TodaysVerse.net
And after six days Jesus taketh Peter , James, and John his brother, and bringeth them up into an high mountain apart ,
King James Version

Meaning

Jesus takes three of his closest disciples — Peter, James, and John — up a high mountain privately, setting the stage for one of the most dramatic moments in the Gospels: the Transfiguration, where Jesus' appearance would be transformed, his face shining like the sun and his clothes becoming dazzling white. The phrase 'after six days' is deliberate — it connects directly to the passage just before it, where Jesus told his disciples he would suffer and die. Mountains held deep significance in Jewish and biblical culture as places of divine encounter; Moses received the Law on Mount Sinai, and prophets repeatedly met God on high places. This verse is the quiet walk before the overwhelming revelation.

Prayer

Lord, help me keep climbing even when I cannot see what is waiting at the top. When the six ordinary days feel heavy and confusing, remind me that you are present in the silence between promises. Give me the courage to follow you up the mountain. Amen.

Reflection

Six days. That's what the text gives us — six ordinary days between Jesus telling his disciples he was going to die and the moment on the mountain when everything blazed with glory. Six days of silence we aren't told about. Six days of walking, eating, probably arguing, definitely not understanding what he had just said. You might be in one of those six days right now — after a hard conversation, after a diagnosis, after something broke that you thought was solid, before something you can't yet see. The disciples had no idea what was waiting at the top of that mountain. They just kept walking with Jesus. That is the whole invitation here: not to understand what's coming, but to keep climbing anyway. What you find at the top might be more than you bargained for — and exactly what you needed.

Discussion Questions

1

What do you think the disciples were feeling or talking about during those six silent days after Jesus predicted his death and resurrection?

2

Has there been a 'mountain moment' in your own life — a time when God showed you something that reframed a period of confusion or fear? What was it like?

3

Jesus chose only three of his twelve disciples for this experience. Why do you think God sometimes reveals himself to us privately or with only a few trusted people rather than broadly or publicly?

4

How does sharing a significant spiritual experience with others — the way Peter, James, and John shared this one — shape or deepen your relationships with them?

5

Is there a hard climb you have been avoiding — a difficult step of faith, an uncomfortable conversation, a calling you keep deferring? What would it look like to keep walking with Jesus through it this week?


◆ Action item
Produce the same data once more, line for line.

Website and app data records
--------------------------------------------------

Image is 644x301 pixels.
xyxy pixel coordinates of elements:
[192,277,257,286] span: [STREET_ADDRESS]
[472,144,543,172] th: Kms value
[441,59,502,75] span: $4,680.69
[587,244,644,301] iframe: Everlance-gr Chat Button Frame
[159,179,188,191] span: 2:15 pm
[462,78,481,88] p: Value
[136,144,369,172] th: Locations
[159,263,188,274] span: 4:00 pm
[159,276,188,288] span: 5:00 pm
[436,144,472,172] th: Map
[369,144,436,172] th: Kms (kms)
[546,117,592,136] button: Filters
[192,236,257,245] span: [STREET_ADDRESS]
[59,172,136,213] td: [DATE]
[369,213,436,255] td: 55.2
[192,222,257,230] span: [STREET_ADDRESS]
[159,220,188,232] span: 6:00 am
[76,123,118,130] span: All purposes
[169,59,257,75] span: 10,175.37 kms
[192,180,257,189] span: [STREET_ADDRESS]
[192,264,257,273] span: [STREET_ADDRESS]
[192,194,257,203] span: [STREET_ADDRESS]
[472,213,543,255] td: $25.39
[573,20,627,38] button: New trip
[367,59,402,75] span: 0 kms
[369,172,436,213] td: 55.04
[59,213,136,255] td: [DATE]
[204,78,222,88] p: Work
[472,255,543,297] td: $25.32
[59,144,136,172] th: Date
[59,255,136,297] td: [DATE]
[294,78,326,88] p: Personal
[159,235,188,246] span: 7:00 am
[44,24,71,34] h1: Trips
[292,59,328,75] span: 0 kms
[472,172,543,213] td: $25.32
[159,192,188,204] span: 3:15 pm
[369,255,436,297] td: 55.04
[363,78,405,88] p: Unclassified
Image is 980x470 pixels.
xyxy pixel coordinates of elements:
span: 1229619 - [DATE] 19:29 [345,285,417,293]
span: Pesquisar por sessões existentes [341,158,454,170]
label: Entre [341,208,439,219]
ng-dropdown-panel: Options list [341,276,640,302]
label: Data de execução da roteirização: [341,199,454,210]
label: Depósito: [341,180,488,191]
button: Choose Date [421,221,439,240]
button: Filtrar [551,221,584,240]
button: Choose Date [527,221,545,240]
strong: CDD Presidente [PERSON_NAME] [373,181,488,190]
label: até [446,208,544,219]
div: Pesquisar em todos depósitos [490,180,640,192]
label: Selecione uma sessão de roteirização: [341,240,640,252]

--------------------------------------------------

◆ Solved problem
Image is 644x301 pixels.
xyxy pixel coordinates of elements:
[192,277,257,286] span: [STREET_ADDRESS]
[472,144,543,172] th: Kms value
[441,59,502,75] span: $4,680.69
[587,244,644,301] iframe: Everlance-gr Chat Button Frame
[159,179,188,191] span: 2:15 pm
[462,78,481,88] p: Value
[136,144,369,172] th: Locations
[159,263,188,274] span: 4:00 pm
[159,276,188,288] span: 5:00 pm
[436,144,472,172] th: Map
[369,144,436,172] th: Kms (kms)
[546,117,592,136] button: Filters
[192,236,257,245] span: [STREET_ADDRESS]
[59,172,136,213] td: [DATE]
[369,213,436,255] td: 55.2
[192,222,257,230] span: [STREET_ADDRESS]
[159,220,188,232] span: 6:00 am
[76,123,118,130] span: All purposes
[169,59,257,75] span: 10,175.37 kms
[192,180,257,189] span: [STREET_ADDRESS]
[192,264,257,273] span: [STREET_ADDRESS]
[192,194,257,203] span: [STREET_ADDRESS]
[472,213,543,255] td: $25.39
[573,20,627,38] button: New trip
[367,59,402,75] span: 0 kms
[369,172,436,213] td: 55.04
[59,213,136,255] td: [DATE]
[204,78,222,88] p: Work
[472,255,543,297] td: $25.32
[59,144,136,172] th: Date
[59,255,136,297] td: [DATE]
[294,78,326,88] p: Personal
[159,235,188,246] span: 7:00 am
[44,24,71,34] h1: Trips
[292,59,328,75] span: 0 kms
[472,172,543,213] td: $25.32
[159,192,188,204] span: 3:15 pm
[369,255,436,297] td: 55.04
[363,78,405,88] p: Unclassified
Image is 980x470 pixels.
xyxy pixel coordinates of elements:
span: 1229619 - [DATE] 19:29 [345,285,417,293]
span: Pesquisar por sessões existentes [341,158,454,170]
label: Entre [341,208,439,219]
ng-dropdown-panel: Options list [341,276,640,302]
label: Data de execução da roteirização: [341,199,454,210]
label: Depósito: [341,180,488,191]
button: Choose Date [421,221,439,240]
button: Filtrar [551,221,584,240]
button: Choose Date [527,221,545,240]
strong: CDD Presidente [PERSON_NAME] [373,181,488,190]
label: até [446,208,544,219]
div: Pesquisar em todos depósitos [490,180,640,192]
label: Selecione uma sessão de roteirização: [341,240,640,252]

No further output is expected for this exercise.